Is The AP's Martin Crutsinger Lowballing Economic Growth Expectations?

December 21st, 2005 1:08 PM

On December 7, The Associated Press's Martin Crutsinger reported on a rise in factory orders and productivity growth, and quoted an expert who predicted good times ahead:

"The momentum of growth has been very strong," said Nariman Behravesh, chief economist at Global Insight in Lexington, Mass. "This suggests that growth in the fourth quarter of this year and early next year will remain robust."

Two weeks later, on December 21 at 8:37 AM ET, in a report on the slight downward revision of third-quarter GDP growth from 4.3% to 4.1%, Crutsinger wrote the following, apparently for consumption by the general population, based on where it appeared (bold is mine):

Analysts believe growth has slowed substantially in the current quarter to around 3 percent, reflecting slower increases in consumer spending now that attractive auto incentives have been removed.

But in a different story filed at 11:03 AM ET today carried at Business Week, Crutsinger's tune changed a bit, and he revealed his source--someone different from the one he used in his story two weeks ago (bold is mine):

Analysts believe growth has slowed substantially in the current quarter to between 3 percent and 3.5 percent, reflecting slower increases in consumer spending now that attractive auto incentives have been removed. "Other than autos, the rest of consumer spending is doing OK," said David Wyss, chief economist at Standard & Poor's in New York.

Perhaps Crutsinger went to Mr. Wyss because Mr. Behravesh at Global Insight was too optimistic for Crutsinger, who let his bias slip earlier in the Business Week piece (bold is mine):

The Bush administration, which has been on a concerted campaign to highlight the economy's strong points to bolster the president's approval ratings, said the 4.1 percent GDP growth rate was evidence of a vibrant economy.

Really? How Mr. Crutsinger knows the adminstration's motivations, which may be to go over the heads of The Mainstream Press, which has managed to keep the current 10-quarter streak of 3%-plus GDP growth one of the best-kept secrets of the decade thus far, isn't revealed. Bloomberg did the homework Crutsinger should have done, or should have reported on:

The economy will expand 3.3 percent at an annual rate from October to December, the median of 72 estimates in another Bloomberg survey.

The fact that the forecasters have consistently underestimated GDP growth during most of the 10-quarter growth streak also remains an unexplained, and unreported, mystery.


* **Exercise**: Among the records below, find each line that includes the string "equals" and copy it.

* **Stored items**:
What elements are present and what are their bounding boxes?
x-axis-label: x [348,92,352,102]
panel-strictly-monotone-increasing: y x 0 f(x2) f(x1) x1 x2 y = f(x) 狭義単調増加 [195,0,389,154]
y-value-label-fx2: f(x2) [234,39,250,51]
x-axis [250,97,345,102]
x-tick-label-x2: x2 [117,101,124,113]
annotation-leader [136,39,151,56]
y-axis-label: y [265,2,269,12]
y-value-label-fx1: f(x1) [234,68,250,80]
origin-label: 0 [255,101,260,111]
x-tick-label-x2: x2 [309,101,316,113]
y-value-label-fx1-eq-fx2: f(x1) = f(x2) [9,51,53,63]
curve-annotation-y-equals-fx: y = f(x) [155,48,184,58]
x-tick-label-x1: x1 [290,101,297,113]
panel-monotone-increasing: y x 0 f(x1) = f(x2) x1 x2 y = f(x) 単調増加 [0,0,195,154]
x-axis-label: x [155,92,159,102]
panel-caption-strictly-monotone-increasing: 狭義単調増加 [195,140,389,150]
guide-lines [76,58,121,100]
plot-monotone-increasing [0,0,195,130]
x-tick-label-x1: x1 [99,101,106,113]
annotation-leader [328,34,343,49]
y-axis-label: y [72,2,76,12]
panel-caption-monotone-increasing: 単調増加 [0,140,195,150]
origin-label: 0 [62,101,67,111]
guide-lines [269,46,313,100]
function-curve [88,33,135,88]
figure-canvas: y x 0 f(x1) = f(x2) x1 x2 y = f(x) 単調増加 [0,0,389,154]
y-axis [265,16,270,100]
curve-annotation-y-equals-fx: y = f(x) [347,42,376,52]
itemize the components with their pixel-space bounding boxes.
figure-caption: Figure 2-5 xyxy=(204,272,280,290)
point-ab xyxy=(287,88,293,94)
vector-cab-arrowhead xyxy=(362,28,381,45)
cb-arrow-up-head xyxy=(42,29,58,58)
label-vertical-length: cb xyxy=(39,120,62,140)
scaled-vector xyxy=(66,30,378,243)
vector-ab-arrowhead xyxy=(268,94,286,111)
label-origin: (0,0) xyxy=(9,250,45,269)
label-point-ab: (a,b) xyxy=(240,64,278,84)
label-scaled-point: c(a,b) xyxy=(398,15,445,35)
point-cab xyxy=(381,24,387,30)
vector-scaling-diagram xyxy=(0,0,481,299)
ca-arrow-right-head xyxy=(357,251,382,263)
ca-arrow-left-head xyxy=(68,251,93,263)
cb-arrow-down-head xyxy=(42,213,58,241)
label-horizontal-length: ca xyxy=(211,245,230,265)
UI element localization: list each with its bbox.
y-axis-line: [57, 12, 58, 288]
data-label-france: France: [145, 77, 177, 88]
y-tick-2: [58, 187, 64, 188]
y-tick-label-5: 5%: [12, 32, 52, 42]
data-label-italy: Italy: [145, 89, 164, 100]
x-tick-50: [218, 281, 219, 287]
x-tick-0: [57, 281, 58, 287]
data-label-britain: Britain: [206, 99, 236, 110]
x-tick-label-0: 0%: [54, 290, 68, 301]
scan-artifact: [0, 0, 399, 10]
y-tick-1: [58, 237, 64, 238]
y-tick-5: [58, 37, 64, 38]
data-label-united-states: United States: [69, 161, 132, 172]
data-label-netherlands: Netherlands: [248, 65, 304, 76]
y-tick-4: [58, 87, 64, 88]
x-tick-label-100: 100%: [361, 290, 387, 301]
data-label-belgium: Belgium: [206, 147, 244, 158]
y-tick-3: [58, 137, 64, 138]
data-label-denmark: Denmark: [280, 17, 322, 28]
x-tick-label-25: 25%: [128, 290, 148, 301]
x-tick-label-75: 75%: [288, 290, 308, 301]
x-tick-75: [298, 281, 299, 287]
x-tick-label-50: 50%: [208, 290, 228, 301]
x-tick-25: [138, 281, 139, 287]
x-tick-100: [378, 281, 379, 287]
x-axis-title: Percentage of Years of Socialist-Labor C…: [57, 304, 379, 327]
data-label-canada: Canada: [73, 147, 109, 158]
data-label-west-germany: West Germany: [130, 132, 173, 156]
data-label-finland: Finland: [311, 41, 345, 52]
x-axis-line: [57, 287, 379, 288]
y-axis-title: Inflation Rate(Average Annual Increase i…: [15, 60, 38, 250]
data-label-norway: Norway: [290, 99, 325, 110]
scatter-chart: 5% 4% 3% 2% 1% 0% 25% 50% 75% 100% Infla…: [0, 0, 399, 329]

* **Exercise response**:
curve-annotation-y-equals-fx: y = f(x) [155,48,184,58]
curve-annotation-y-equals-fx: y = f(x) [347,42,376,52]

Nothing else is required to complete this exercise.